Friday, March 23, 2007
Jewish Ethics-- New and Old Voices
Our older class, taught by the brilliant and excellent pedagogue Josh Millstein, has been learning about Jewish Ethics through looking at traditional sources. Not passively reading them of course, but engaging in the discussion. See here one of their projects compiled and assimilated by Josh:
There was a recent discovery of the first page of the Talmud written by some learned rabbis from Sheiris Israel. The rest of the book could not be located, and even the page itself was so frail and in such danger of just evaporating into thin air that Chief Rabbi Micah Kelber immediately copied down, word for word, the page that he found. This is what he wrote:
Mishna:
Rabbi Hillel saw a skull floating on the face of the water. He said to it: “For drowning others you were drowned; and in the end they that drown others will themselves be drowned.”
Gemara:
The esteemed Rabbi Kruchkow said, “I agree with Hillel to a degree. I agree that evil will be returned to those who commit it, but the criminal may not receive their punishment in the same way. I think that the punishment will depend on the people affected, the people around them, and perhaps G-d’s will. The punishment may not serve justice if it is the same as the criminal has done in all occasions.”

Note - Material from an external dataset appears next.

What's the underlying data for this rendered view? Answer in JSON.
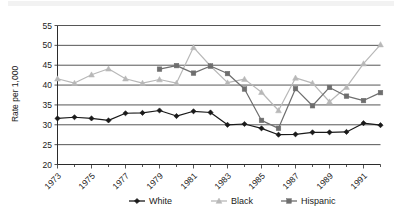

Honorable Rabbi Cohen said, “Rabbi Hillel is wrong and right: He was right because of Karma – ‘ what comes around, goes around ’ – and he was wrong because sometimes ‘ what comes around, goes around ’ doesn’t necessarily happen.”
And the accomplished Rabbi Starikov said, “I agree with Rabbi Hillel because it is a case of ethics. You should treat people the way you wish to be treated, therefore the favor will be returned. Perchance I made a nasty remark to a fellow pupil I might have destroyed all further chances to carry on a friendship with that person.”